Item 1: The Minimalists have a new documentary on Netflix. Actually, you need to wait until Jan. 1 to watch it, but the trailer is out now.
Item 2: Netflix likes minimalism. The streaming service already showcased the work of Marie Kondo, whose tidying-up tips made her a star.
I’ll get back to those thoughts. First, though, welcome to Surely Joy’s new home! I had to make a quick move this week. Here’s how that happened:
Last Saturday morning, I woke up and realized that my latest post hadn’t gone out to email subscribers. I’ve been blogging in various places since 2003, always favoring the simplest possible platforms, and my low-tech approach has served me well. Lately, though, I’d been frustrated with some typographical glitches in Google Blogspot—so when the email feed failed my readers and me last week, I decided to build a new website. “What the heck,” I thought. “I don’t have anything better to do today.”
So that’s what I did, and here we are. I’ve thought about moving all my Surely Joy content—or at least the first 37 pandemic postcards—over here, and I may eventually get around to that. But what I really want to talk about today is that word: content.

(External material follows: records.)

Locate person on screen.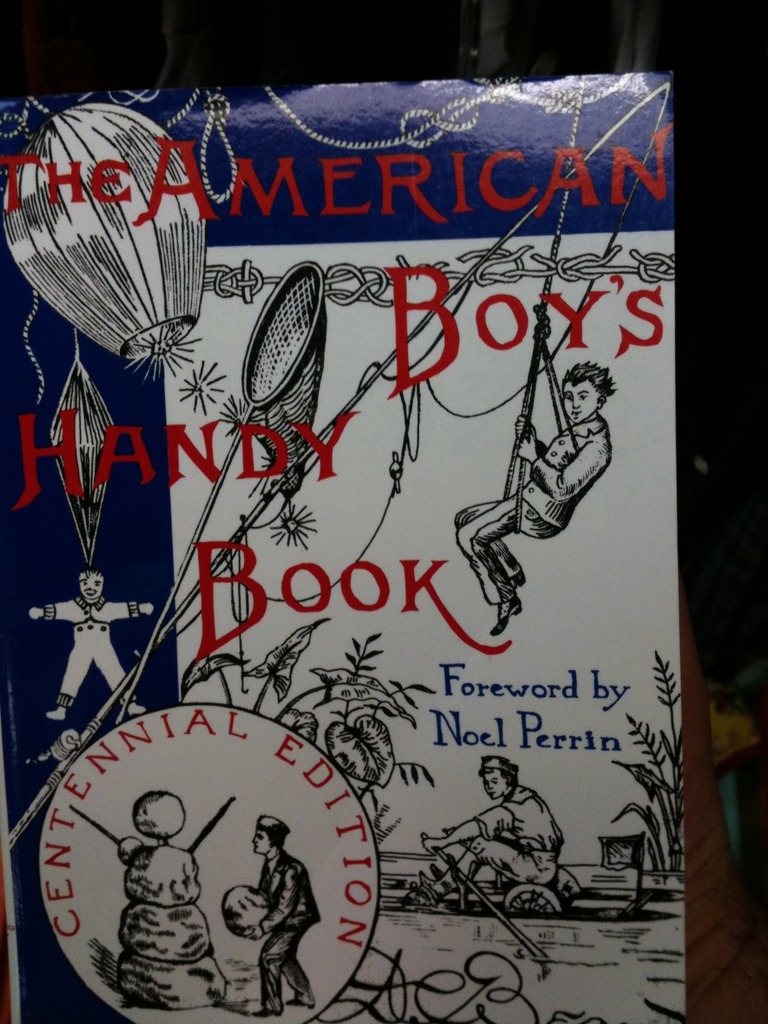
On screen at 450, 362, 621, 633.
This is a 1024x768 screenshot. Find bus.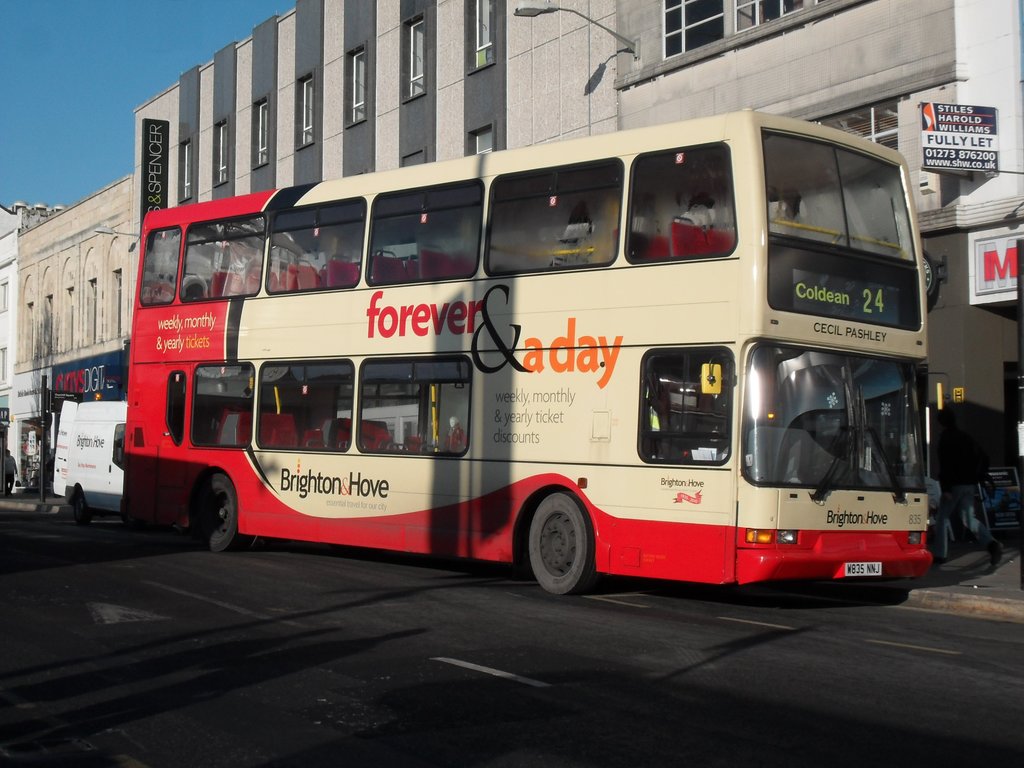
Bounding box: crop(113, 103, 938, 598).
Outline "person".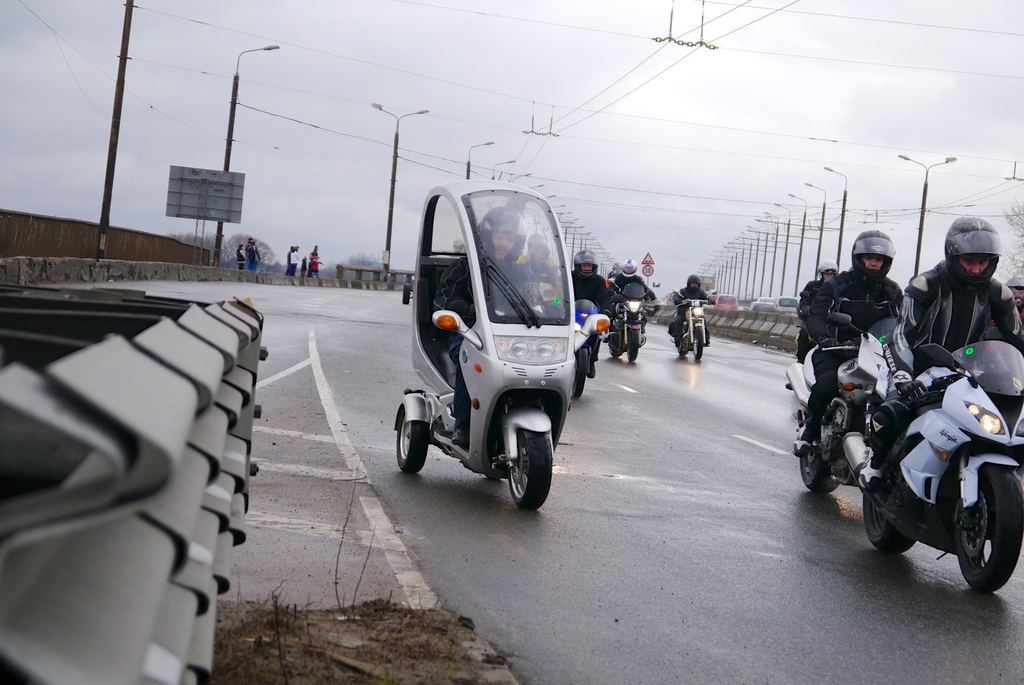
Outline: 606, 264, 620, 282.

Content, noun. Stuff that people produce and buy to fill the insatiable demands of our consumerist culture. All the stuff clogging our online feeds and our homes.
Content, adjective. A state of being satisfied. I am enough. I have enough. You are enough. You have enough.
I think The Minimalists, Josh and Ryan, are basically good guys with genuinely helpful advice on paring down the possessions you already have. They refuse to sell ads on their website and their podcast, and that’s admirable. But they sure do sell themselves and their philosophy.
More power to them, but can you truly have a simple life with millions of followers, bestselling books, speaking tours (when those were a thing), and two Netflix documentaries? And if a key principle of minimalism is buying less stuff, why not release the documentary before the holiday shopping season rather than on New Year’s Day, to give people plenty of time to practice the idea of “enough” before adopting minimalism as a 2021 resolution?
As for Ms. Kondo, I haven’t read any of her books and I didn’t watch her Netflix series, but I know she’s all about sparking joy—a word I obviously cherish. So I will admit to having been a little bit appalled when I heard last year that she’d launched her own line of … stuff. I just took my first-ever peek at her website and, amid the gift guides, I see she is also offering a 10-lesson, 75-minute course in mastering her method. Just $39.99.
I get it. Everyone needs to make and spend some money in our world. But know this: You have everything you need to live a simpler life. You don’t need any more content to be content. You don’t need a guru, a method, or a teacher. And you don’t need this blog, though I am grateful you’ve spent a few minutes reading this, and that you’ve found Surely Joy in this new space.
We’ll meet again here next week. In the meantime, be content—the adjective, not the noun.
Thanks for reading Surely Joy. I write for a living, so if you enjoy my work, feel free to hit the tip jar.